1st Edition

Reasons for Logic, Logic for Reasons Pragmatics, Semantics, and Conceptual Roles

By Ulf Hlobil, Robert B. Brandom Copyright 2025
    352 Pages
    by Routledge

    Reasons for Logic, Logic for Reasons presents a philosophical conception of logic—“logical expressivism”—according to which the role of logic is to make explicit reason relations, which are often neither monotonic nor transitive. This conception of logic reveals new and enlightening perspectives on inferential roles, sequent calculi, representation, truthmakers, and many extant logical theories.

    The book shows how we can understand different metavocabularies as making explicit the same reason relations, namely normative-pragmatic, alethic-representational, logical, and “implication-space” metavocabularies. This includes a philosophical account of the pragmatic role of reason relations, treatments of nonmonotonic and nontransitive consequence relations in sequent calculi, a correspondence between these sequent calculi and variants of truthmaker theory, and the introduction of a novel kind of formal semantics that interprets sentences by assigning inferential roles to them.

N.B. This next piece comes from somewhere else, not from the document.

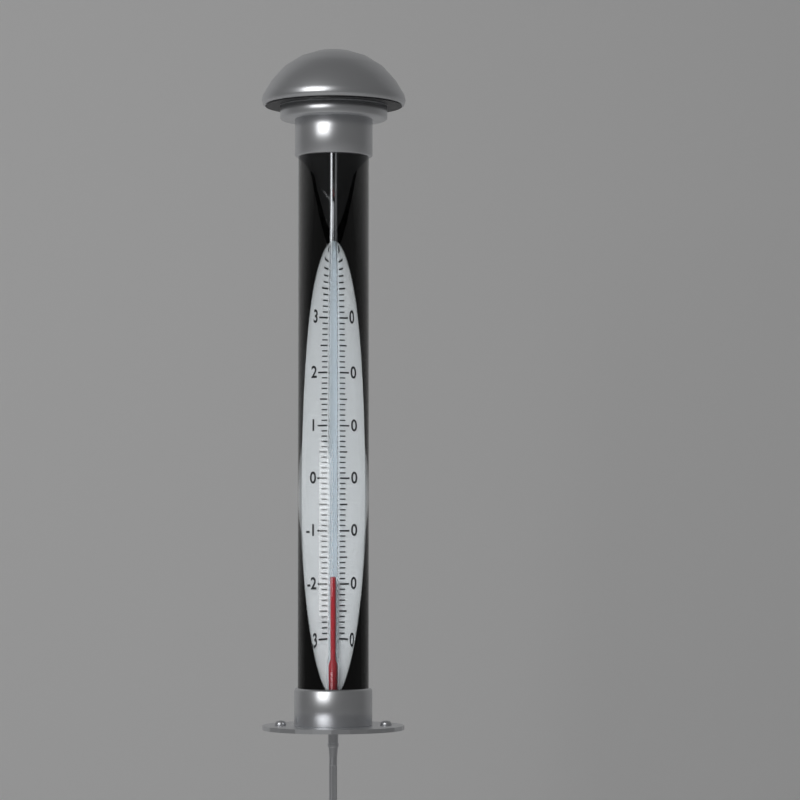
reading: -19 °C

The book thus offers logical expressivists and semantic inferentialists new ways to understand logic, content, inferential roles, representation, and reason relations.

    This book will appeal to researchers and graduate students who are interested in the philosophy of logic, in reasons and reasoning, in theories of meaning and content, or in nonmonotonic and nontransitive logics.

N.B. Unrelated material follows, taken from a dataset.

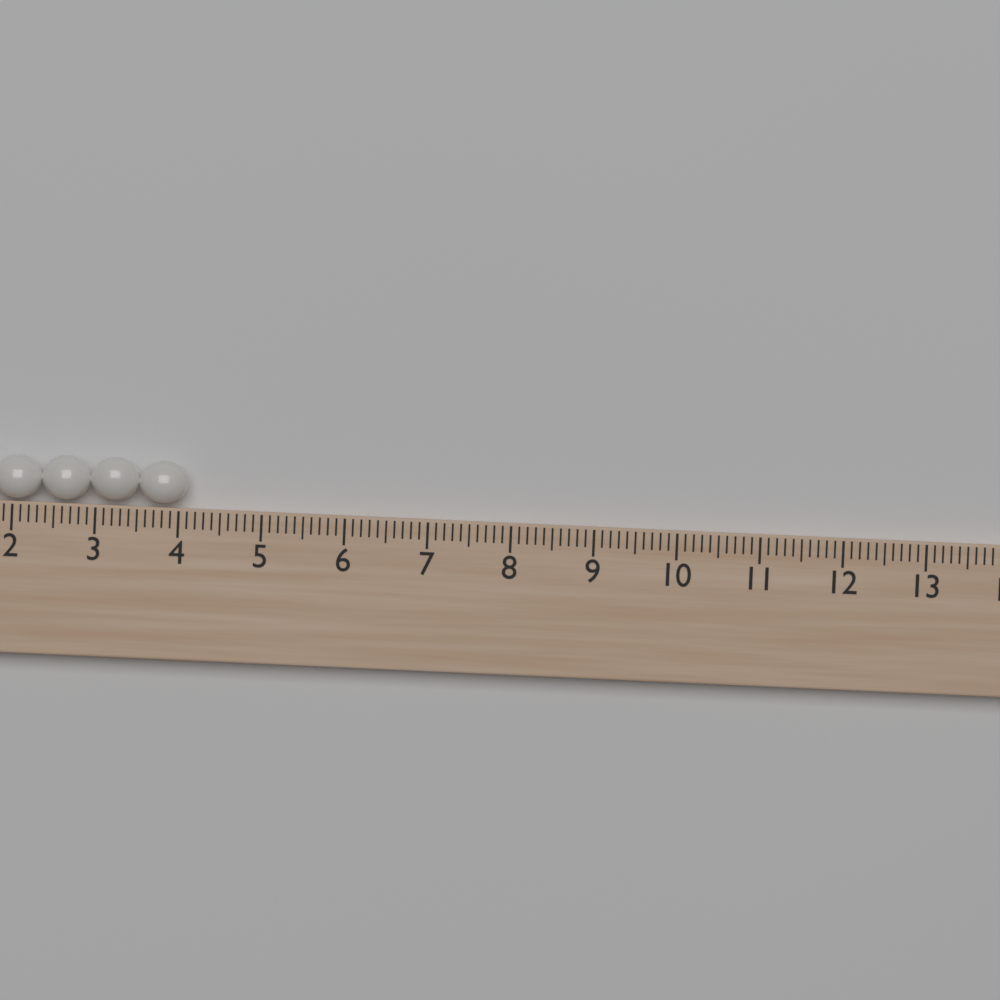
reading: 4.1 (no unit)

    Introduction: Metavocabularies of Reason

    1. A Pragmatic Metavocabulary

    2. Logical Expressivism and the Open Structure of Reasons

    3. Introducing Logical Vocabulary: Making Reason Relations Logical

    4. Truth-Taking and Truth-Making: How They Share a Rational Form

    5. Implication-Space Semantics: Content as Implicational Role

    6. Conclusion

    Epilogue: A Speculative Synthesis

    Biography

    Ulf Hlobil is Associate Professor of Philosophy at Concordia University.  His publications include “Limits of Abductivism About Logic” (2020) and G.E.M. Anscombe: Aufsätze (2014, with Katharina Nieswandt).

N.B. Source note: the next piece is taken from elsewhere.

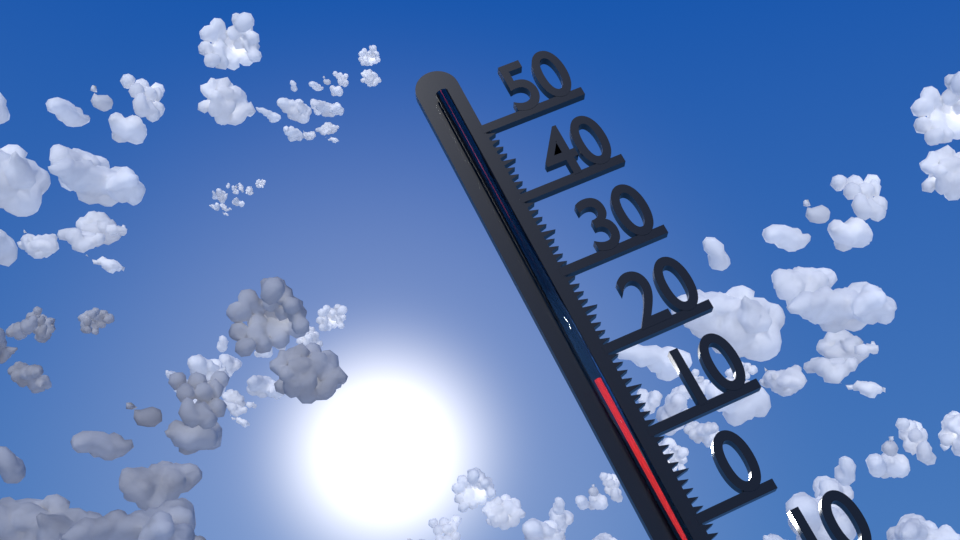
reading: 17 °C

    Robert B. Brandom is Distinguished Professor of Philosophy at the University of Pittsburgh.  His books include Making It Explicit (1994), Between Saying and Doing (2008), and A Spirit of Trust (2019).  He is a Fellow of the American Academy of Arts and Sciences and of the British Academy. 

    "Hlobil and Brandom join forces in this remarkable work of philosophy and logic, uncompromising in depth and in breadth. Their discursive rationalism provides the much-needed perspective of reasoners as they are engaged in critical reflection on their reasoning practices. We are invited to a bird’s eye view of a rich network of logics that accounts for a variety of discursive practices and their relation to the world---and the sights are wonderful. Reasons for Logic, Logic for Reasons is a true masterpiece."